Excited, I tell co-workers I’m interviewing Borgnine, and instead of fond memories of “The Poseidon Adventure,” “The Wild Bunch” or “The Dirty Dozen,” I get reflexive chuckles and the callous but pardonable question “He’s still alive?”

This isn’t surprising. I admit, much of why I accepted the invitation to talk to the jolly actor, who’s plumping the “McHale’s Navy” DVDs, is because of his undimmed camp appeal.

A granddaddy of Hollywood character actors, Borgnine’s living ghost has never left the building. It’s hung around long enough to become legend, and legend too easily in these sniggeringly ironic times becomes a target of fun and fodder for parody.

He wasn’t asked to play himself on “The Simpsons” for his brilliant acting, but for the fumes of notoriety, the knowing wink of familiarity, for both the good films (“From Here to Eternity,” “Johnny Guitar”) and the dreadful (“Real Men Don’t Eat Gummi Bears”).

To be blunt: He was on the cartoon because the very idea of Ernest Borgnine  is funny.

How did this happen? How does a distinguished, Oscar-winning artist (for his touching performance in 1955’s “Marty”) go from movie star to free-floating punch line? What makes Ernie funny?

Derision isn’t at issue. Pop culture is not making fun of or diminishing Borgnine’s career and persona. He and I talk about this. I remind him that his unconventional looks – the pudge, the buggy eyes, that insouciant gap – and his steadfast refusal to stop working make him ripe for burlesque.

“Let ’em have fun,” says the happy, hale actor. “Keeps you in mind, doesn’t it?”

He roars. The oncoming earthquake is equal parts Santa Claus and Walter Huston in “The Treasure of the Sierra Madre.”

We adore our camp figures even more, it appears, than the sparkling immortals whose careers never seem to dip or dive, holding steady and respectable. The campy ones are imperfect, more human, and we relate. They add an unexpected dimension to celebrity watching: fun without malice.

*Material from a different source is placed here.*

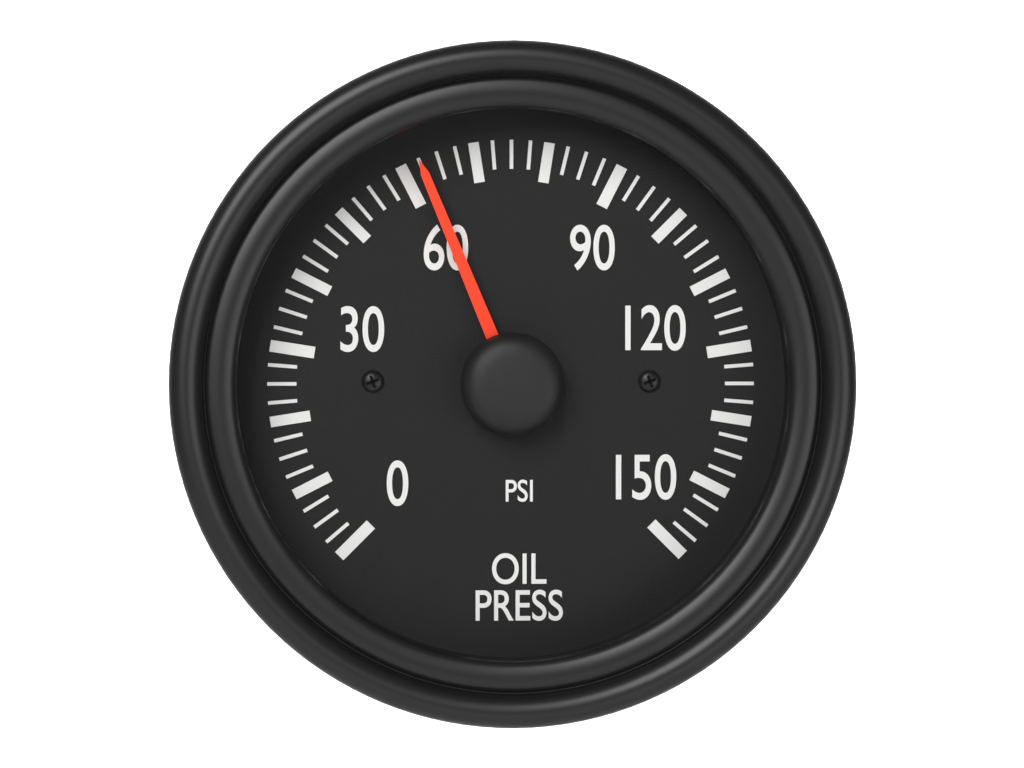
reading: 62.5 psi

Still, we can be mean. We are a cynical public and our searching appraisals are often made through a scrim of hopeful schadenfreude. While some camp-ready stars are vectors of their own free-falls into risible self-caricature – Joan Crawford, Ozzy Osbourne, Tammy Faye Bakker, the two Coreys – others, like Borgnine, William Shatner and Shelley Winters merely got old yet kept going, a Hollywood sin.

Showbiz Law No. 152: If you ever appeared on “The Love Boat,” you will never be taken as seriously as you were before. (Borgnine rode the Love Boat in the early ’80s. Did “The Poseidon Adventure” teach him nothing about the perils of nautical voyage?)

But Borgnine, mysteriously, has claimed a place in our hearts, like a big fuzzy teddy bear, all smiles and elbow nudges. As critic David Thomson notes, at a point in his career Borgnine made the “transition from actor to inexplicable celebrity.”

Borgnine’s one of the good ones. We know this because he probably could not pull off a reality show. He is far from the Anna Nicole abyss. He is not a loser. He still says things like “Holy mackerel!”

Is his tirelessness, his urge to crank out smaller movies and sell DVDs on cable, really such a crime? 

“I just like to work too much. That’s my problem,” Borgnine  says. “I’d do anything, I don’t care. I even do (the voice of Mermaid Man on) ‘SpongeBob SquarePants,’ for heaven sakes!”

He laughs that crazy laugh. When it recedes like a passing jet, he says, “I tell you, it pays.”

You do what you have to do. What you want to do. Retired athletes pitch deodorant and life insurance. Suzanne Sommers and Chuck Norris peddle exercise regimes. Borgnine makes movies. He never stopped.

“No regrets whatsoever,” he says.

Stumped, I tell him he sounds like the happiest man in the world.

“I AM the happiest man in the world,” he says. “Why shouldn’t I be? I’m recognized throughout the world. I’ve got my health. The good Lord loves me. I got a good wife. Gee whillikers, I’m sitting on top of the world!”

And then Ernest Borgnine laughs and laughs and laughs.